Not only the terror that you would be shot, tortured or arrested; but the terror that your entire family would be hurt - slaughtered - if you were caught.

Hurt me? Okay, I guess.

Hurt my loved ones? Never.

All of this is too horrible to contemplate for long stretches.  

By Anonymous Anonymous, at Sat May 17, 07:22:00 PM:

To SMGalbraith:

I live, temporarily, in Poland. There are still very raw wounds dating back to World War II, especially relating to Polish-Jewish relations.

Amazingly, Irena Sendlerowa's story was recognized by Israel a long time ago (1965?). The rest of us were clueless, and, for the most part, adhering to the stereotype that all Poles were anti-Semitic.

When you live in Poland you cannot escape asking yourself what would you have done during those miserable years...(World War II). Every time I've visited Auschwitz I ask myself the same question.

As you well put it, placing yourself at risk is one thing...but placing your entire family and neighbors? How many remember that the German Nazis had a quota: for 1 German killed, more than 10 Poles were to die. Every corner of my neighborhood has a plaque remembering those victims. These victims would have been grand-parents or parents today...

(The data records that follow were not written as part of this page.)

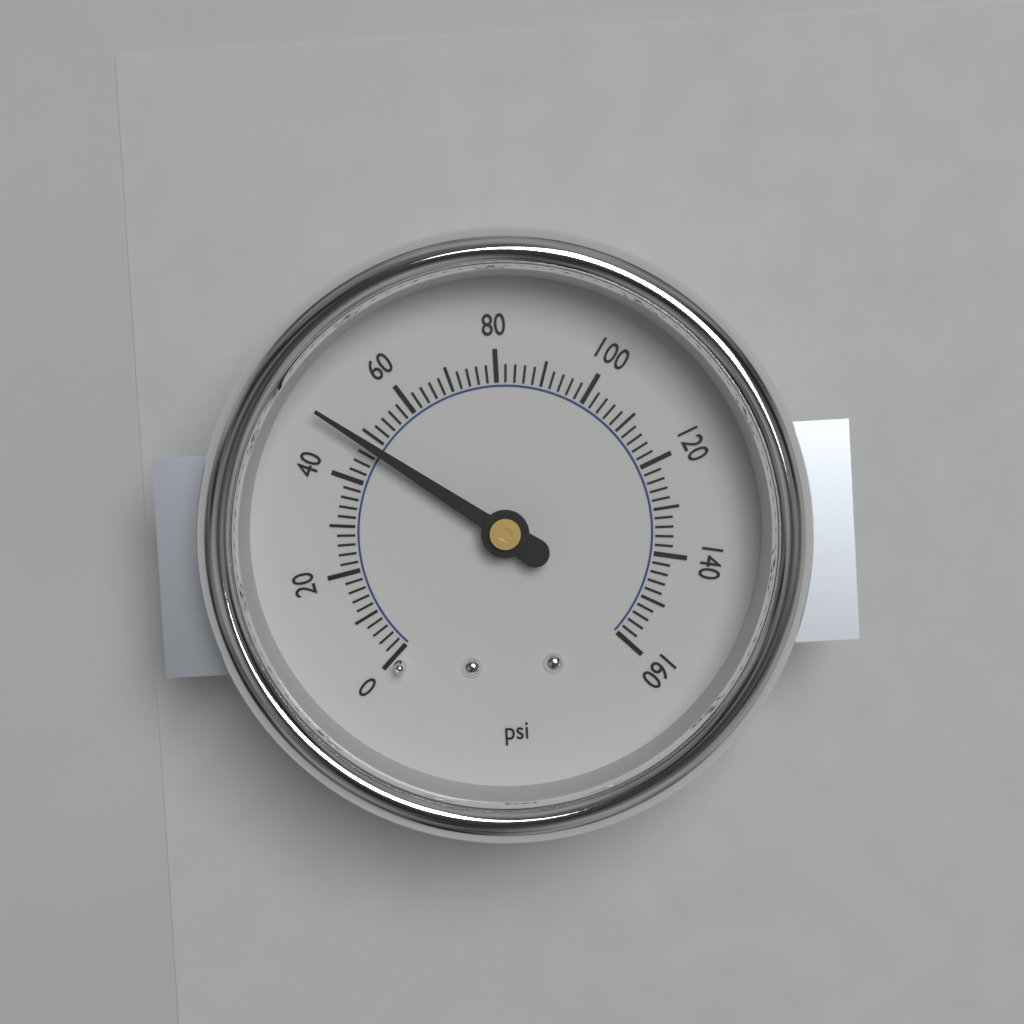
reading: 48 psi
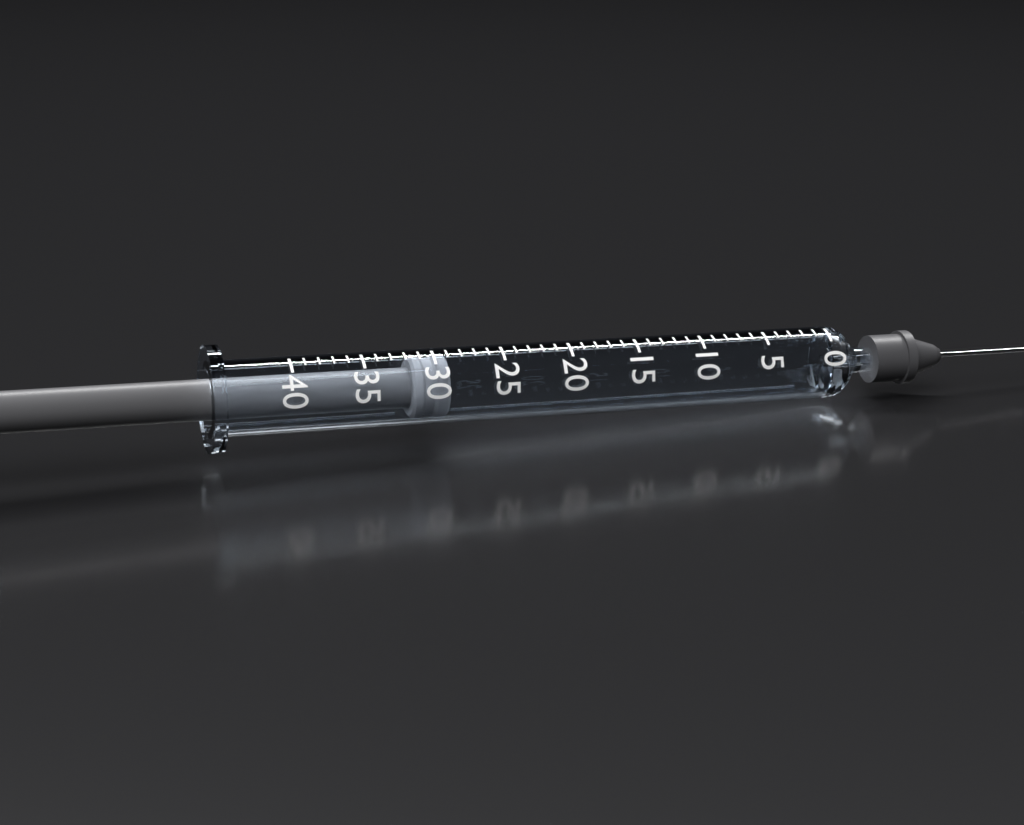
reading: 29 (no unit)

Yet, these "giants", as I call them, did so. How come? They were ordinary individuals with extraordinary moral strength. What made them do what they did?

I've talked to a few, and they all say the same thing: because... it was the right thing to do!!!!

I'm humbled by these stories. The protagonists are dying. Few of us know anything about them (a combination of language problems and history). Their stories should be heard...read...by our children and grand-children.  

By Blogger davod, at Sun May 18, 06:31:00 AM:

The reason we get such political selections is because the Peace Prize is selected by a committee appointed by the Norwegian Parliament.

" Who selects the Nobel Laureates?. In his last will and testament, Alfred Nobel specifically designated the institutions responsible for the prizes he wished to be established: The Royal Swedish Academy of Sciences for the Nobel Prize in Physics and Chemistry, Karolinska Institute for the Nobel Prize in Physiology or Medicine, the Swedish Academy for the Nobel Prize in Literature, and a Committee of five persons to be elected by the Norwegian Parliament (Storting) for the Nobel Peace Prize. In 1968, the Sveriges Riksbank established the Sveriges Riksbank Prize in Economics in Memory of Alfred Nobel. The Royal Swedish Academy of Sciences was given the task to select the Economics Prize Laureates starting in 1969."